News
Religion and the Core
January 3, 2022
The Divinity School is pleased to announce the creation of a new sequence in the College Core titled “Religion: Cosmos, Conscience, and Community.” The new sequence makes it easier for undergraduates to study religious topics in-depth while meeting a requirement for graduation. The sequence is proving to be more popular than anyone anticipated, with five sections in its first year of existence.
"The new Core program is really one of the most exciting things we’ve done in many years,” says James Theodore Robinson, Dean of the Divinity School. “The students will be exposed to a very large and varied curriculum drawing sources from many, many different historical and religious traditions.”
Every undergraduate student at the University of Chicago takes a yearlong course sequence in the social sciences. In each sequence, students are introduced to key texts in social theory and gain skills in close reading, argumentation, and analysis. Students can choose from eight different sequences. The new sequence is the first to focus specifically on religion and its roles within society.
“Thinking about religion has always been a part of the social sciences at UChicago,” says Russell Johnson, Assistant Director of the Religion Core, “but this is the first sequence centered on how religious narratives and rituals shape people’s perceptions of the world around them.”
Planning for the sequence began over a year ago. Nine faculty members met regularly over Zoom to discuss the central questions and themes that would unite the three quarters. These professors represent an impressive range of areas of expertise, and they work in history, anthropology, cultural theory, ethics, literary studies, gender theory, philosophy, and theology. Over several months, they worked together to develop courses that are more global in their scope than in other Core sequences, assembling texts from ancient China to medieval Spain to contemporary Iran.
In the fall quarter, students look at myths and creation stories, examining how religious narratives simultaneously reflect existing social assumptions and create frameworks through which people understand their lives and communities. In the winter quarter, students look at religious responses to suffering, testing Sigmund Freud’s theory that religion is primarily a matter of “wish-fulfillment.” Finally, in the spring, students discuss the political dimensions of religion, reading selections from Marx, Gandhi, Al-Farabi, and Dorothy Day, among many others. Though students do not need to have any prior knowledge about religion in order to succeed in these courses, students will explore how the study of religion intersects with fields like psychology, anthropology, and economics.
"One of our central goals in developing the Religion Core,” says Alireza Doostdar, Associate Professor of Islamic Studies and the Anthropology of Religion, “has been to help students think about religion in critical terms aided by the methods of the social sciences, but also to get them to see how religious thinking can speak back to, complicate, and revise our social scientific frames of mind.”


**Exercise aim:**
Set down the listing exactly as given, minus images.
─── Given records ───
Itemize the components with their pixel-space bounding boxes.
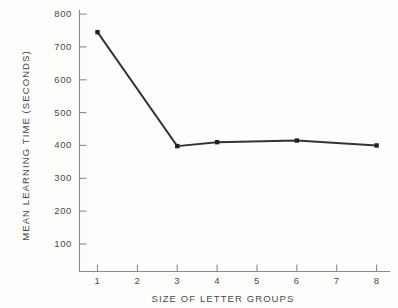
data-point-marker (295, 138, 299, 142)
data-point-marker (374, 143, 378, 147)
data-point-marker (215, 140, 219, 144)
x-tick-label-3: 3 (167, 275, 187, 286)
x-axis-title: SIZE OF LETTER GROUPS (0, 293, 398, 304)
y-tick-label-200: 200 (32, 205, 72, 216)
y-tick-label-500: 500 (32, 107, 72, 118)
x-tick-label-8: 8 (367, 275, 387, 286)
data-point-marker (95, 30, 99, 34)
y-tick-label-800: 800 (32, 8, 72, 19)
x-axis-ticks (98, 265, 377, 272)
x-tick-label-1: 1 (88, 275, 108, 286)
x-tick-label-4: 4 (207, 275, 227, 286)
x-tick-label-7: 7 (327, 275, 347, 286)
x-tick-label-5: 5 (247, 275, 267, 286)
y-tick-label-700: 700 (32, 41, 72, 52)
y-tick-label-300: 300 (32, 172, 72, 183)
x-tick-label-2: 2 (127, 275, 147, 286)
data-point-marker (175, 144, 179, 148)
y-tick-label-100: 100 (32, 238, 72, 249)
x-tick-label-6: 6 (287, 275, 307, 286)
y-axis-ticks (80, 14, 87, 244)
chart-figure: 800 700 600 500 400 300 200 100 1 2 3 4 … (0, 0, 398, 308)
y-tick-label-400: 400 (32, 139, 72, 150)
data-series-line (98, 32, 377, 146)
y-axis-title: MEAN LEARNING TIME (SECONDS) (20, 26, 31, 266)
y-tick-label-600: 600 (32, 74, 72, 85)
───
**Task answer:**
Itemize the components with their pixel-space bounding boxes.
data-point-marker (295, 138, 299, 142)
data-point-marker (374, 143, 378, 147)
data-point-marker (215, 140, 219, 144)
x-tick-label-3: 3 (167, 275, 187, 286)
x-axis-title: SIZE OF LETTER GROUPS (0, 293, 398, 304)
y-tick-label-200: 200 (32, 205, 72, 216)
y-tick-label-500: 500 (32, 107, 72, 118)
x-tick-label-8: 8 (367, 275, 387, 286)
data-point-marker (95, 30, 99, 34)
y-tick-label-800: 800 (32, 8, 72, 19)
x-axis-ticks (98, 265, 377, 272)
x-tick-label-1: 1 (88, 275, 108, 286)
x-tick-label-4: 4 (207, 275, 227, 286)
x-tick-label-7: 7 (327, 275, 347, 286)
x-tick-label-5: 5 (247, 275, 267, 286)
y-tick-label-700: 700 (32, 41, 72, 52)
y-tick-label-300: 300 (32, 172, 72, 183)
x-tick-label-2: 2 (127, 275, 147, 286)
data-point-marker (175, 144, 179, 148)
y-tick-label-100: 100 (32, 238, 72, 249)
x-tick-label-6: 6 (287, 275, 307, 286)
y-axis-ticks (80, 14, 87, 244)
chart-figure: 800 700 600 500 400 300 200 100 1 2 3 4 … (0, 0, 398, 308)
y-tick-label-400: 400 (32, 139, 72, 150)
data-series-line (98, 32, 377, 146)
y-axis-title: MEAN LEARNING TIME (SECONDS) (20, 26, 31, 266)
y-tick-label-600: 600 (32, 74, 72, 85)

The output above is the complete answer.